Opinion

Popular Science

Quote icon
The essence of good science writing is ... the sharing of general approaches to perceiving the world.
By Adam Alter
The first thing I learned in law school is that law school is not for learning the law. My decorated professor explained that we would spend twenty hours each week reading and discussing cases—and that very few of those cases would ever again figure in our lives as lawyers. Those hours were not wasted, but it was not because they filled our heads with legal content that they were useful. It was because they slowly formed us into the kinds of minds that make successful lawyers.

My professor was right. I began to speak, think and consume information like a lawyer. When I joined a large corporate law firm as a paralegal, I was coiled and ready to be lawyerly. Not a single one of the dozens of cases we discussed for thousands of hours appeared again, but that didn’t matter. I was primed to read dozens of new cases quickly and efficiently, and to distill thousands of pages of judicial content into a rich concentrate of legal argument.

Eventually I left the law firm and embarked on a new life. I started and finished a doctorate in social psychology, began an academic job in psychology and marketing, and wrote a book. The book, written for people who are interested in human psychology but have no background in the subject, consumed me for three years. I wanted to share with other people the ideas that had kept my mind occupied and entertained for more than a decade. I created a document entitled “Book Plan” and filled page after page with references to my favorite experiments—first dozens and then hundreds. “Book Plan” became a catalogue of the content that populated my thoughts, the closest thing to a facsimile of my academic mind. My aim, I decided, should be to transfer as much of that information to the reader who happened to pick up my book.

Read the full article as published in The Point.

___
Adam Alter is an Associate Professor of Marketing with affiliated appointment in the Psychology Department.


:: Work to be completed ::
Go through the material below and copy each line where the word "Image" appears.

:: Input ::

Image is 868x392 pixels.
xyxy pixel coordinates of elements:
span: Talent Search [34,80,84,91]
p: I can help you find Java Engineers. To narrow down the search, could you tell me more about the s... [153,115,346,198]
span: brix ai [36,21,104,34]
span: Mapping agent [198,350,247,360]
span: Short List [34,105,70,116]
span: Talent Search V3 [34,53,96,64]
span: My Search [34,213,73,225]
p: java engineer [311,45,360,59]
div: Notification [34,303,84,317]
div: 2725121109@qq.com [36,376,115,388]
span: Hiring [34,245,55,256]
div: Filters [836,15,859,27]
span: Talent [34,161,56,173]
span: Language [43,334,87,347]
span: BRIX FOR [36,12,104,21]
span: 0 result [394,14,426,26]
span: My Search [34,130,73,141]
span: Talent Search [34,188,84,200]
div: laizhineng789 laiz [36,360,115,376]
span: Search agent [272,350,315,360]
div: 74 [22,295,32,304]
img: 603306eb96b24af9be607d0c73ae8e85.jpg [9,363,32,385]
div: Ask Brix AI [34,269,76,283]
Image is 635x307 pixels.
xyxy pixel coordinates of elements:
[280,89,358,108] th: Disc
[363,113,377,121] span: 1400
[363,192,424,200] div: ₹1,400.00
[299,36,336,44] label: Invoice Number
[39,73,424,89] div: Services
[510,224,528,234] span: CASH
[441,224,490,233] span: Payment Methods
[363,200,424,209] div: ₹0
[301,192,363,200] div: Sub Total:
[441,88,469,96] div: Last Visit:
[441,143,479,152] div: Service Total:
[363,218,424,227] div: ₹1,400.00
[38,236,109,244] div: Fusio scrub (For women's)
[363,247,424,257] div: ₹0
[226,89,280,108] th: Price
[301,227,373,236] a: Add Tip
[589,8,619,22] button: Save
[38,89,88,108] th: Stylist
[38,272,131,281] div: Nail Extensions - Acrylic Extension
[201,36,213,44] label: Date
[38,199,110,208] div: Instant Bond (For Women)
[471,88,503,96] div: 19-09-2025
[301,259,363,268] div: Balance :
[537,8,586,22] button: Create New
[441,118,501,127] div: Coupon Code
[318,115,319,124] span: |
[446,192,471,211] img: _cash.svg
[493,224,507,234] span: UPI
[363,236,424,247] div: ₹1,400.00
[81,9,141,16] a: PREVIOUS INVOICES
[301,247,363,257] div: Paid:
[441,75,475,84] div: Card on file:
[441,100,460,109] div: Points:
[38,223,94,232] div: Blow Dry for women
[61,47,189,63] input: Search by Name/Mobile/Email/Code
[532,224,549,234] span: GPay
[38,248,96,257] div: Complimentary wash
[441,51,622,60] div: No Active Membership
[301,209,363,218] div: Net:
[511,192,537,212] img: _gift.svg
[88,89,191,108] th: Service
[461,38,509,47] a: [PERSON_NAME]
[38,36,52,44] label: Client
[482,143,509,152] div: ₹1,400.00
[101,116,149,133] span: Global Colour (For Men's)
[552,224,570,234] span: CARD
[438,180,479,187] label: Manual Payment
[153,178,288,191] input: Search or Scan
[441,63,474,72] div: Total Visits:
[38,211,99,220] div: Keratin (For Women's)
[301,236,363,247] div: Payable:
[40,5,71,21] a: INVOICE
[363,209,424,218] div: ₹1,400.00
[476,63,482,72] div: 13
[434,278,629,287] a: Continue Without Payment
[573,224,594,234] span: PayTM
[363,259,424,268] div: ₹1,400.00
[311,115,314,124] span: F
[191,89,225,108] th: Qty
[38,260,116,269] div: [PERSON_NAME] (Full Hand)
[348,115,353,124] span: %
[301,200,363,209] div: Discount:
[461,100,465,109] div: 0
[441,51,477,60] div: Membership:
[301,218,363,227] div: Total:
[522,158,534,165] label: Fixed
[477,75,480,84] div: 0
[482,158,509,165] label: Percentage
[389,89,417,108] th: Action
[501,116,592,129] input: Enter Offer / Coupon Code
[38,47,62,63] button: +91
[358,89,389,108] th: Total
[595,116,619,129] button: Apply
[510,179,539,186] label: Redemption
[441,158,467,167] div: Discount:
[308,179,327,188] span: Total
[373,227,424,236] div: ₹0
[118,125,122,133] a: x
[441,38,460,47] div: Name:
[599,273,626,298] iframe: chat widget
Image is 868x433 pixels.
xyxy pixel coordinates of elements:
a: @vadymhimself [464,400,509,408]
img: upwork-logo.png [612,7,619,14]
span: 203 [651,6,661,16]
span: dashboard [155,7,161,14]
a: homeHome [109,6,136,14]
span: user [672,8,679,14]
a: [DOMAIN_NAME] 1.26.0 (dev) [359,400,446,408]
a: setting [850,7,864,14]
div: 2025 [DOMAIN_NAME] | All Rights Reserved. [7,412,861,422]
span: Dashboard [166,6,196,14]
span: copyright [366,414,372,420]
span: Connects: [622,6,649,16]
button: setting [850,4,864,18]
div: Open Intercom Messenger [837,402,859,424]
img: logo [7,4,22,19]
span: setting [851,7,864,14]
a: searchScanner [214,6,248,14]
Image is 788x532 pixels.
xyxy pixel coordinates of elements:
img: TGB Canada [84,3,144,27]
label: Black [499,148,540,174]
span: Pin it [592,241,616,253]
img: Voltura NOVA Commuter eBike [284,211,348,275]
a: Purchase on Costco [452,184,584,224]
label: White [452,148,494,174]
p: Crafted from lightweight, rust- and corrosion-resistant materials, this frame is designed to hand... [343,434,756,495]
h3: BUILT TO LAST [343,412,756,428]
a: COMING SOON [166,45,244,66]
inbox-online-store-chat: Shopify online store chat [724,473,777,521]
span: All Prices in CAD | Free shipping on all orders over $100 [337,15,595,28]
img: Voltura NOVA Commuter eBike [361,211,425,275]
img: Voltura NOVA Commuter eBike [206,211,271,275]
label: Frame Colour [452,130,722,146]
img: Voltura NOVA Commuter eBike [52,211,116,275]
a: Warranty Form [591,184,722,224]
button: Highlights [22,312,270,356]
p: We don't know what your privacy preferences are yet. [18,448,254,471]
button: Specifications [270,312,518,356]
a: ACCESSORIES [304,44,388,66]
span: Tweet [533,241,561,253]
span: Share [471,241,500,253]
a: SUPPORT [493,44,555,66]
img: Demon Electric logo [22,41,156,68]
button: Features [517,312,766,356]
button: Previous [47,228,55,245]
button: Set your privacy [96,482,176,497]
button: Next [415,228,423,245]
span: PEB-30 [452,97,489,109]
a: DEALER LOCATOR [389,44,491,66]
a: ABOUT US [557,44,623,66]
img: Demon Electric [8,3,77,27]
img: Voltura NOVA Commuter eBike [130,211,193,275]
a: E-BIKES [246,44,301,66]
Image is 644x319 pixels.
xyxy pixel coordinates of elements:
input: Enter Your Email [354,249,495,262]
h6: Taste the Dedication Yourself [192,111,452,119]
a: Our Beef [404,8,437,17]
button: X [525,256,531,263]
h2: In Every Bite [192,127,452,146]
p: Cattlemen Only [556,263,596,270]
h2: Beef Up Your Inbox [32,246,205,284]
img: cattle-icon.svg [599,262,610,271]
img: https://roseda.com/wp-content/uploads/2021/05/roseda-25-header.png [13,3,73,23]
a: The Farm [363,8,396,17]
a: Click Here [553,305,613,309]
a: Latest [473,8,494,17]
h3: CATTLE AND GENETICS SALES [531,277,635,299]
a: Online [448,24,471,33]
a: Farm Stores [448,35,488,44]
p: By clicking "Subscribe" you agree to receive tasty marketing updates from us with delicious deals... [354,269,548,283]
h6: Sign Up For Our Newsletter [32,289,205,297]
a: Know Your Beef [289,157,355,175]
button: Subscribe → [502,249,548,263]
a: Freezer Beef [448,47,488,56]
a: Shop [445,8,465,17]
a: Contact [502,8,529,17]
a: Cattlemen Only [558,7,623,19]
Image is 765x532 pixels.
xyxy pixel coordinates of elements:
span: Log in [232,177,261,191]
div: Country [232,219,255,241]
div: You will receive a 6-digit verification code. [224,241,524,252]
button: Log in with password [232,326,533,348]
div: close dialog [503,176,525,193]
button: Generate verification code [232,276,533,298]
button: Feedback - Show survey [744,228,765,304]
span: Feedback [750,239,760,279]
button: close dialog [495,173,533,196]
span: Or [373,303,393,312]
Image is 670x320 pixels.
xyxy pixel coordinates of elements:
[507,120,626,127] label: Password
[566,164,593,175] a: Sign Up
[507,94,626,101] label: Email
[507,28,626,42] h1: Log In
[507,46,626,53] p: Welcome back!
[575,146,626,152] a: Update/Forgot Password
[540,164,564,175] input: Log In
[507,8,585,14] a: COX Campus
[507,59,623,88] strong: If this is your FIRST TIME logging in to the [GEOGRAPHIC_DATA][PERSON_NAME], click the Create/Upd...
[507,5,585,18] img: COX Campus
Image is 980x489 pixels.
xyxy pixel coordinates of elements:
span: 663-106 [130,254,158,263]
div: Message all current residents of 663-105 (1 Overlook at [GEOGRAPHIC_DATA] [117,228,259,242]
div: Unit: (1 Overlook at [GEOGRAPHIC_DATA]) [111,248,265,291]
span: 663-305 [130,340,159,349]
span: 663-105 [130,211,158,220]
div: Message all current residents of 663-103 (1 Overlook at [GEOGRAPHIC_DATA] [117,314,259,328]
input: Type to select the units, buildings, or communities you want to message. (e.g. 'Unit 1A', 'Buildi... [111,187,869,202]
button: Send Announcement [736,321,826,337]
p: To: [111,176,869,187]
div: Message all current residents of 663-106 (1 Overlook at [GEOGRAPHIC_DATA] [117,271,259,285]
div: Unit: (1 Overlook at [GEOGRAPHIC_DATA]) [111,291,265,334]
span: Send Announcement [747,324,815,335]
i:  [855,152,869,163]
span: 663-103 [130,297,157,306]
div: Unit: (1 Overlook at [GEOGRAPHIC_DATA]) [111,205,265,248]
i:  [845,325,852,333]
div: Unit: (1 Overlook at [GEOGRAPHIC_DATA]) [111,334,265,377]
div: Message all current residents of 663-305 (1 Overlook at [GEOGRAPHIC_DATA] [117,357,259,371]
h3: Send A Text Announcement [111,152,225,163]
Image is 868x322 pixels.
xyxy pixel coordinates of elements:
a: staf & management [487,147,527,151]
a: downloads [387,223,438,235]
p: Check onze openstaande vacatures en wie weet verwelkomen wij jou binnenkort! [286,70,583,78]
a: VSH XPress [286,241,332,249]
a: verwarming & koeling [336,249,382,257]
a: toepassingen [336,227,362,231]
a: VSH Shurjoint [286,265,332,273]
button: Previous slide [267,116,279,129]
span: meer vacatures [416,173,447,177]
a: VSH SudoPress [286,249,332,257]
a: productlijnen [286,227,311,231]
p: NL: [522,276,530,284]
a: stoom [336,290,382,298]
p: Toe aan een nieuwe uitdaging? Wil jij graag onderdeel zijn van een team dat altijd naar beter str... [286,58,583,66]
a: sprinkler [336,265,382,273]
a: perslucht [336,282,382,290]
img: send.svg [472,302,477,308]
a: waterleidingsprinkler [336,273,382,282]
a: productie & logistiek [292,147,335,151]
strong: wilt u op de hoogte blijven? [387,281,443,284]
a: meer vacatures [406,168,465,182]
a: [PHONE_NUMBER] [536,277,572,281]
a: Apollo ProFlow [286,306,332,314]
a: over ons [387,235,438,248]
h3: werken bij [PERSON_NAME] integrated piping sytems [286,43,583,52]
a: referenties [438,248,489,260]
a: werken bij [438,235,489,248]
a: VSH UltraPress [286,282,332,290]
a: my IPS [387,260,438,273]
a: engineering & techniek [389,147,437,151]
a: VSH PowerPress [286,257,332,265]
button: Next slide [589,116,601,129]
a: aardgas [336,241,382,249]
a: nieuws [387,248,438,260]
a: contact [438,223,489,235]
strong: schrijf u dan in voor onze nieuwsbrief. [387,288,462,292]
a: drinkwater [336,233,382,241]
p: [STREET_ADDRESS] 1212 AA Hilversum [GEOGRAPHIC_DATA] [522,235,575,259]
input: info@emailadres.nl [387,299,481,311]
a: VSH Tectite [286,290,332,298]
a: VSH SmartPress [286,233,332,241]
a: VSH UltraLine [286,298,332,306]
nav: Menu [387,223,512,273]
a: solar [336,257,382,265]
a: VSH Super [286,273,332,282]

:: Answer to this task ::
Image is 868x392 pixels.
Image is 635x307 pixels.
Image is 868x433 pixels.
Image is 788x532 pixels.
Image is 644x319 pixels.
Image is 765x532 pixels.
Image is 670x320 pixels.
Image is 980x489 pixels.
Image is 868x322 pixels.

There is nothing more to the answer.